Vue de l'exposition
04 Mar 2014 18 May 2014

« L’Atlantique noir » de Nancy Cunard

"Negro Anthology" (1931-1934)

80 years ago, on 15 February 1934, Englishwoman Nancy Cunard (1896-1965), a symbol of the Anglo-Saxon and French avant-garde of the early 20th century, published Negro Anthology. Lavishly illustrated, this 858-page book, resembling a major documentary enquiry, blends popular culture, sociology, politics, history, art history in the form of articles, archives, photographs, extracts from the press, musical scores, eye-witness accounts etc.

About the Exhibition

The contributors were militants, journalists, artists, university staff; African-Americans, people from the Caribbean, Africa, Latino-America, America, Europe; women and men. Some of them had been colonised, discriminated against, segregated. This anthology was both a history of the black Americas and of Africa through time but also a political and cultural history of its time. It also revealed the transnational and multi-faceted character of the anti-racist and anti-colonialist struggles of the 1930s, and illustrates the international and transcultural formation that Paul Gilroy called "the Black Atlantic". Negro Anthology thus carries the reader on a journey between the black Americas, Africa and Europe.

Nancy Cunard was a poet, model, editor, collector, militant, journalist and anti-conformist who symbolises a period in which the artistic and literary avant-garde became intertwined with the political world. Through the great themes examined in Negro Anthology we will present the transnational artistic, literary and political networks constructed by Nancy Cunard in the years between 1910 and 1930, and which have made this anthology a monument to black history.

  • Place:  Mezzanine est
  • TimeSlots:
    From Tuesday 04 March 2014 to Sunday 18 May 2014
  • Public: All publics
  • Categorie : Exhibitions
Vue de l'exposition
"L'Atlantique noir" de Nancy Cunard,...

Exposition "L'Atlantique noir" de Nancy...

1:50

Exhibit Overview

Nancy Cunard: A Woman of an Epoch

This first section presents Nancy Cunard, the poet model, publisher, collector and journalist, and her intellectual and artistic career up until the production of Negro Anthology. This section contains photographs of Nancy Cunard, her lovers and friends, her bookshop, the characteristic bracelets she wore (photographs by Cecil Beaton, Barbara Ker-Seymer, Curtis Moffat, Raoul Ubac and Man Ray) as well as covers of some of the works published by Hours Press. A sound recording of Henry Crowder, an American jazzman, is played in this section.

Negro Anthology (1931-1934)

The following section explains the production process for the anthology (1931-1934) and presents the authors. This display demonstrates the original and unusual nature of the anthology. It highlights the importance of the intellectual and political black diaspora in the 1930s and its links with European and American intellectual and political movements.

This section contains a gallery of portraits, photographs of the intellectuals and authors who contributed to Negro Anthology, accompanied by a biography of each one. The contents page of the work is also reproduced.

“Equality of races, equality of sexes, equality of classes” Nancy Cunard, 1956

This section illustrates the political dimension of the anthology, both in the choice of themes and in the positions taken by its authors (anti-racism, anti-colonialism, etc.), as well as the other themes addressed by the anthology, such as relations between urban and rural cultures.

This work differed from publications of the time about Blacks, by giving a voice to political activists from America, the West Indies and Africa. An important record of the contemporary reality of the black world in America, Africa and the Caribbean, this section presents a selection of photographs (series on banana pickers in Jamaica for example) and archive documents (petitions, demonstrations relating to the Scottsboro affair*).

Creators: From Harlem to South Africa

This section illustrates the way in which Nancy Cunard chose to address the artistic questions. The creators are poets, singers, actors and musicians from black Africa and America. The anthology presents eagerly-anticipated texts on famous shows in the 1930s and defends an independent black cinema. Negro Anthology offers a fresh perspective on music and the visual arts. The display also includes two sound recordings (Black Gypsy by Eddie South and extracts from “Living is Hard: West African Music in Britain, 1927-1929, Honest Jon’s Records) and an extract from the film Borderline by Kenneth Macpherson (1930).

“The World Poets Defend the Spanish People”, 1936

The exhibit ends with Cunard’s political commitment, after the production of the anthology, to the cause of the Spanish Republicans and her new vocation as a journalist. She met up with many contributors of the anthology in this conflict, particularly the writers Langston Hughes, Tristan Tzara, Pablo Neruda and Aragon.

Around the event

Guided tours, workshops, concerts, etc.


ACTIVITY: Write out exactly the lines from the one holding "Get detection for <element>person</element>." to the last line of the entries, both ends included and nothing else, without the pictures.

++++++++++++++++++++

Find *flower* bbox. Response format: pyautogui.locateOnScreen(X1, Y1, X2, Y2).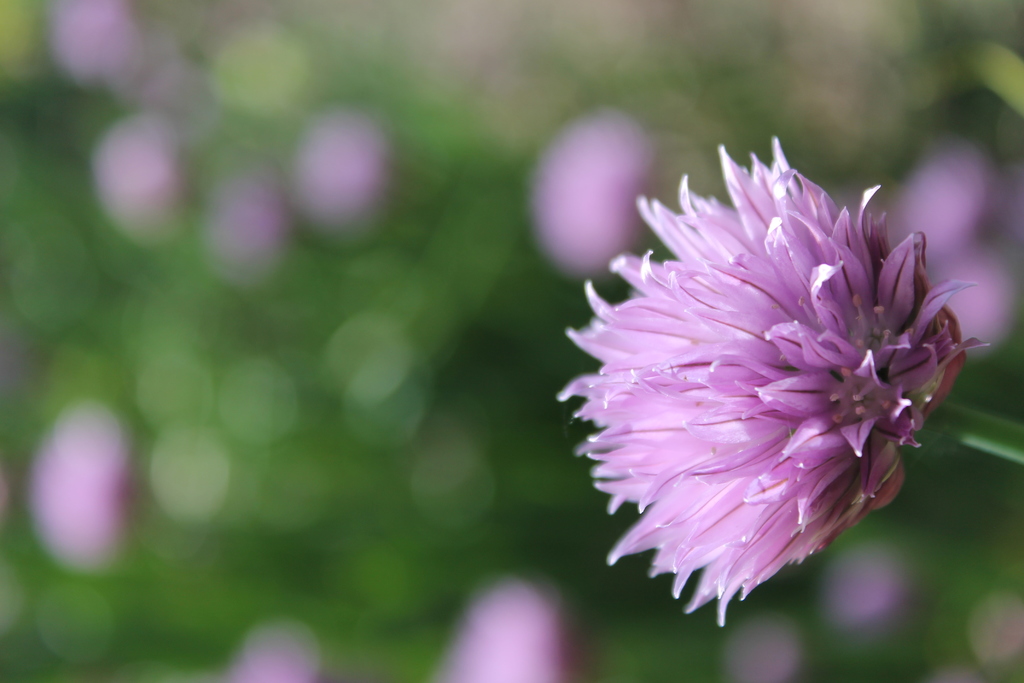
pyautogui.locateOnScreen(88, 95, 184, 233).
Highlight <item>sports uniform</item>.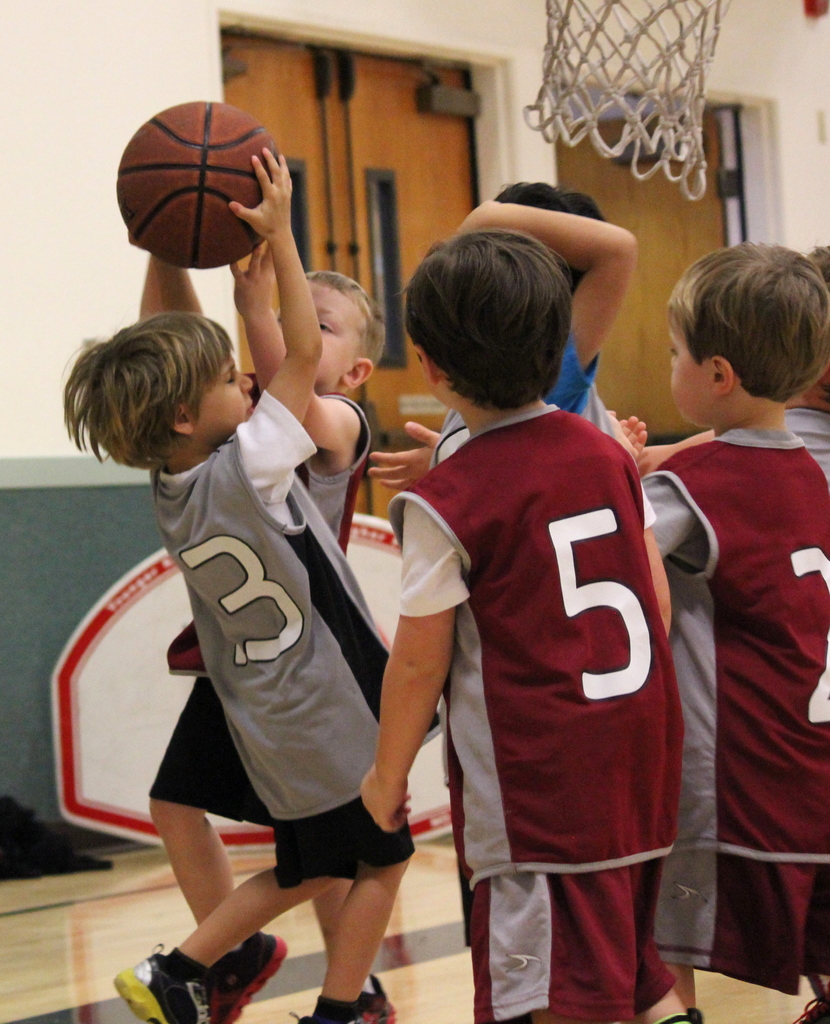
Highlighted region: [left=425, top=348, right=633, bottom=463].
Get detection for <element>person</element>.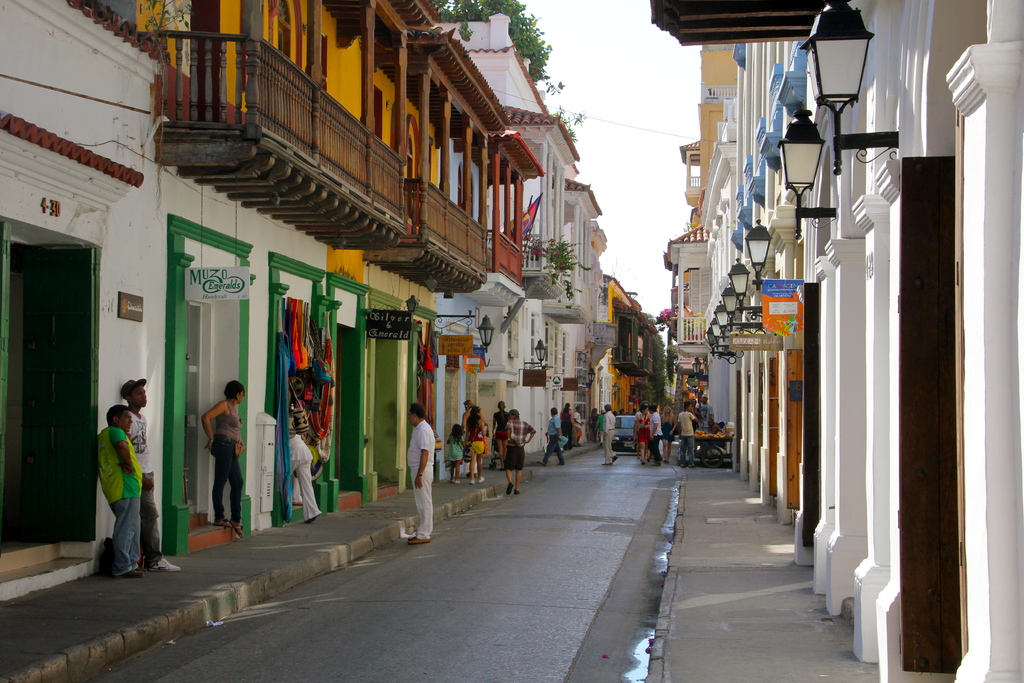
Detection: 195 378 251 540.
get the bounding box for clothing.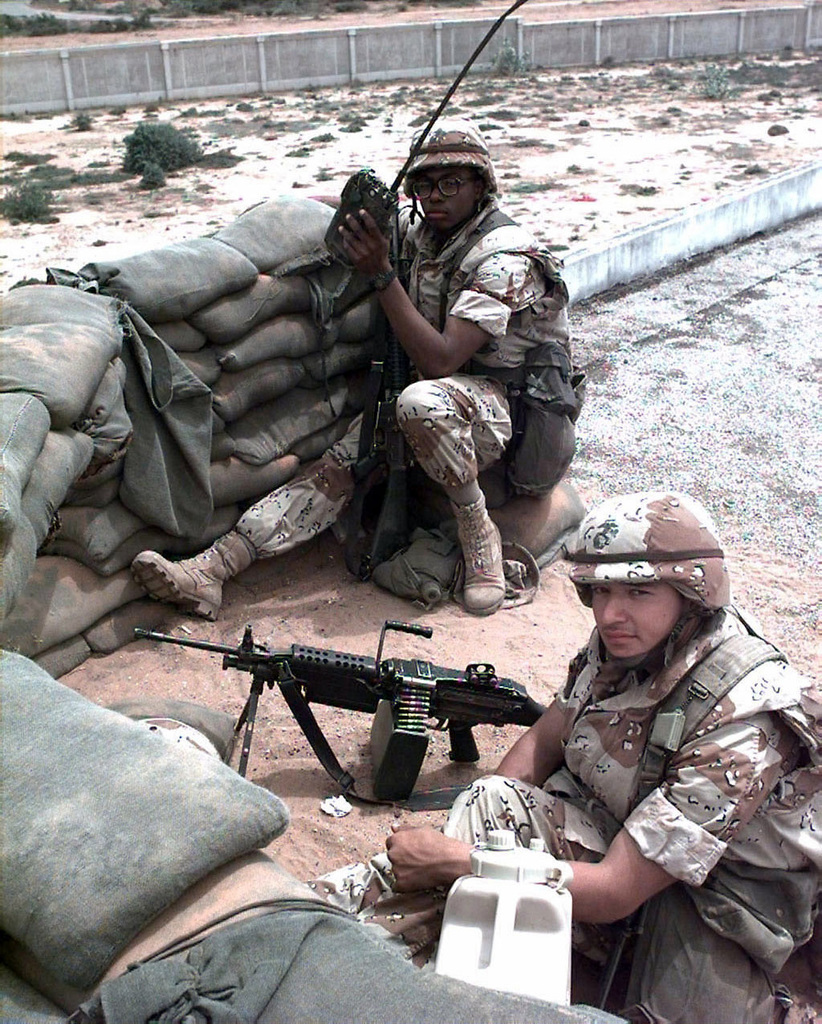
x1=330, y1=613, x2=821, y2=1011.
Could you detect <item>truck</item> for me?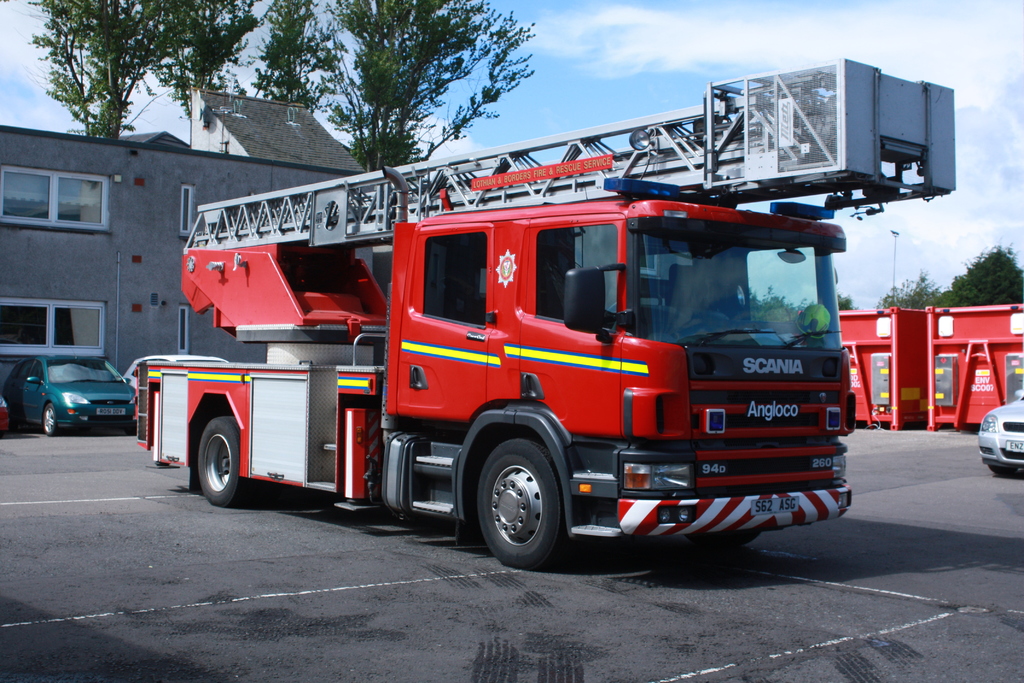
Detection result: x1=137 y1=158 x2=871 y2=570.
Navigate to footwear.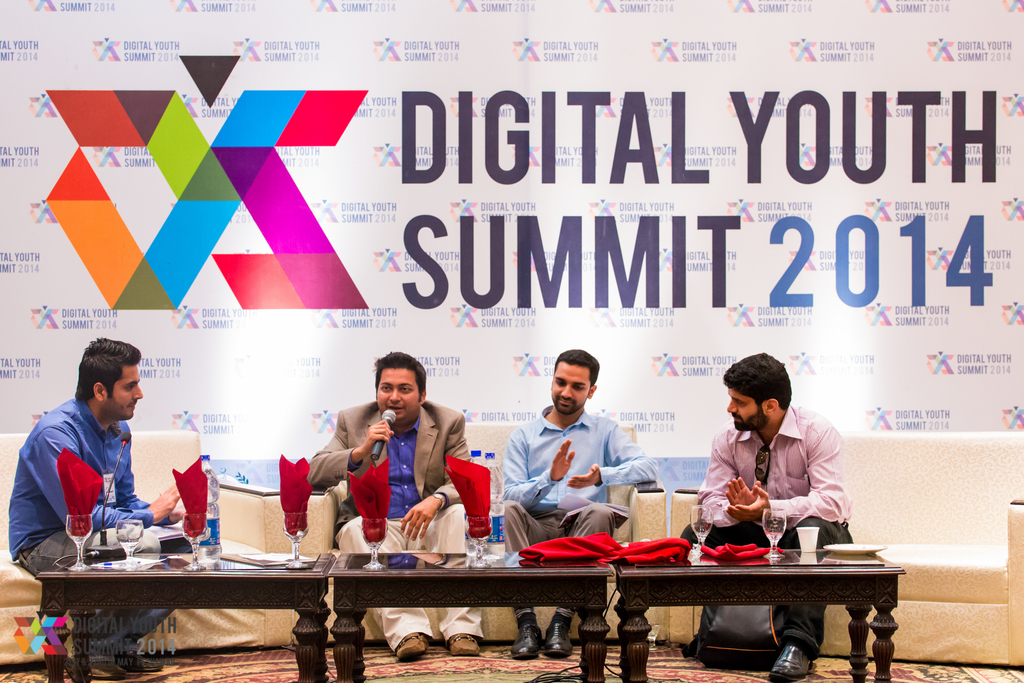
Navigation target: pyautogui.locateOnScreen(391, 635, 426, 662).
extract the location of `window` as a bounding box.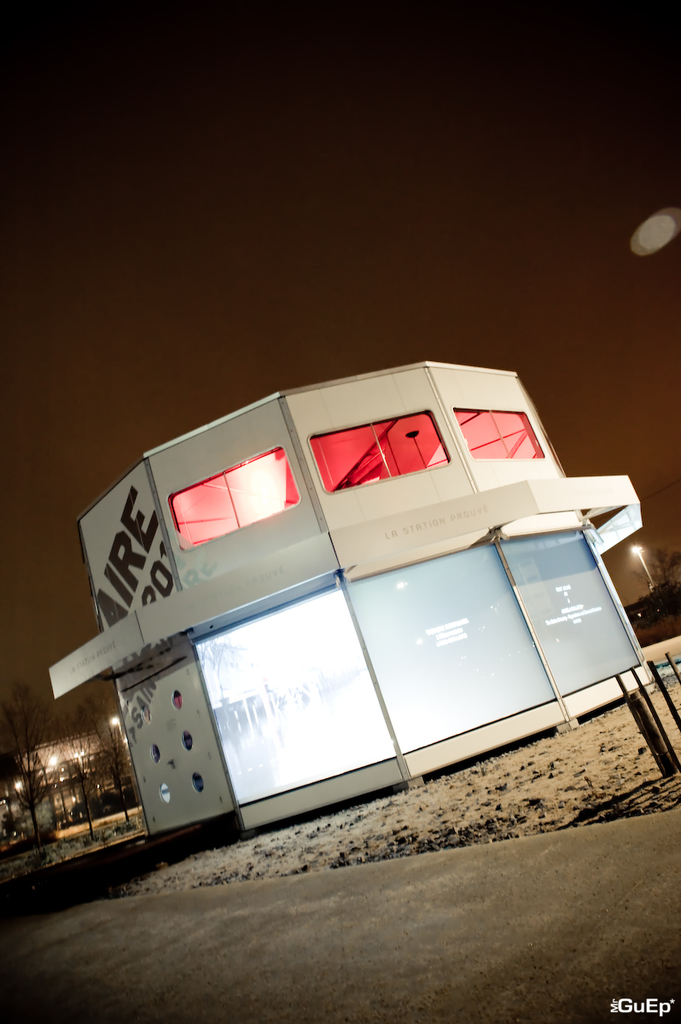
box(167, 448, 301, 554).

++++++++++++++++++++

RESULT:
Get detection for <element>person</element>.
Detection: 195 378 251 540.
get the bounding box for clothing.
x1=330, y1=613, x2=821, y2=1011.
Could you detect <item>truck</item> for me?
Detection result: x1=137 y1=158 x2=871 y2=570.
Navigate to footwear.
Navigation target: pyautogui.locateOnScreen(391, 635, 426, 662).
extract the location of `window` as a bounding box.
box(167, 448, 301, 554).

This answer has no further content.